It looks like you're using an Ad Blocker.
Please white-list or disable AboveTopSecret.com in your ad-blocking tool.
Thank you.
Some features of ATS will be disabled while you continue to use an ad-blocker.
A record high level of 710,000 becquerels of beta-ray sources, such as radioactive strontium, was detected per liter of water in an observation well at the crippled Fukushima No. 1 nuclear plant.
Tokyo Electric Power Co. said Nov. 12 the water was taken Nov. 10 at the well 10 meters north of a tank that leaked 300 tons of highly contaminated water before the problem was discovered in August.

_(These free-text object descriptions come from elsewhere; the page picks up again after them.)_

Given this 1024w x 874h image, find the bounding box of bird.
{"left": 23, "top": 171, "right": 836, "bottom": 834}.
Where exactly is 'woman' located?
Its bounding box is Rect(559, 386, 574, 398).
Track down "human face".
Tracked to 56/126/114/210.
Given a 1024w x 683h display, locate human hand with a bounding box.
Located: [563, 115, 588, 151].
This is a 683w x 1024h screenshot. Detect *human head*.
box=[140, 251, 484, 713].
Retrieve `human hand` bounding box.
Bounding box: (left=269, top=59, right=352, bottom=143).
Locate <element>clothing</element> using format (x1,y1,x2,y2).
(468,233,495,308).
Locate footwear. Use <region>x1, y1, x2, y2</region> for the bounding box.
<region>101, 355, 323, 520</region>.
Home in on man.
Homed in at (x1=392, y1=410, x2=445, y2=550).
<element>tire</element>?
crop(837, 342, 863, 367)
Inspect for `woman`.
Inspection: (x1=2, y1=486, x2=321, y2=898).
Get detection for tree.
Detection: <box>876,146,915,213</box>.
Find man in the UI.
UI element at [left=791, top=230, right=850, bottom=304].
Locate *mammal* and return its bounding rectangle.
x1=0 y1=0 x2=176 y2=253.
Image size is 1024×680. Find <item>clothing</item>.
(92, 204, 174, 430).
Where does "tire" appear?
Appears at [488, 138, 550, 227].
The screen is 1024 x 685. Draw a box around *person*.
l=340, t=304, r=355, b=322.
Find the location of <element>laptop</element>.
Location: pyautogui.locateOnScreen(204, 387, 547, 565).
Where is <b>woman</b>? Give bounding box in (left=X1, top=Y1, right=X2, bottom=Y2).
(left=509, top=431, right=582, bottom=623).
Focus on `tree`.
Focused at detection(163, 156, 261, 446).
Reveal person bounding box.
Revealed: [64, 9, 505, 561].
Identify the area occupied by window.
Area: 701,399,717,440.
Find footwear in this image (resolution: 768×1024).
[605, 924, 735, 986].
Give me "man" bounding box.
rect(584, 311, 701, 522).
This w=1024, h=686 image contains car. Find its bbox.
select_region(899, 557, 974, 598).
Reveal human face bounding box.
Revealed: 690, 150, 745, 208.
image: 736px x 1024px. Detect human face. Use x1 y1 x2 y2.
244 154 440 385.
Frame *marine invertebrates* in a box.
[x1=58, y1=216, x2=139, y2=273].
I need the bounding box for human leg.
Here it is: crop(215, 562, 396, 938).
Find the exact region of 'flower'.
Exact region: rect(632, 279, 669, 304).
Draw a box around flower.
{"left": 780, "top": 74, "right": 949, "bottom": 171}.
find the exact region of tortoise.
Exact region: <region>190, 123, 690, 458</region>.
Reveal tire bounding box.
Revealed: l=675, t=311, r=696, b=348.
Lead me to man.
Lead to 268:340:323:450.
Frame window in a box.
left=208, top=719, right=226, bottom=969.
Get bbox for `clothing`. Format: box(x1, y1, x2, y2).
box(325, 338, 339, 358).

The previous high reading of 550,000 becquerels per liter was found in water sampled Nov. 9 at the same well.
Officials of the Tokyo Electric Power Company (TEPCO) said on Friday they detected 400,000 becquerels per liter of beta ray-emitting radioactive substances - including strontium - at the site, a level 6,500 times higher than readings taken on Wednesday, NHK World reported.
teslahowitzer
reply to post by MariaLida
prediction: this record will fall almost everytime it is read offically, and the governments will keep raising the maximum acceptable levels in food etc...
"[W]hen I was in Tokyo, I took some samples [...] and sent them to the lab," said Gundersen in a recent video report. "And the lab determined that all of them would be qualified as radioactive waste here in the United States and would have to be shipped to Texas to be disposed of."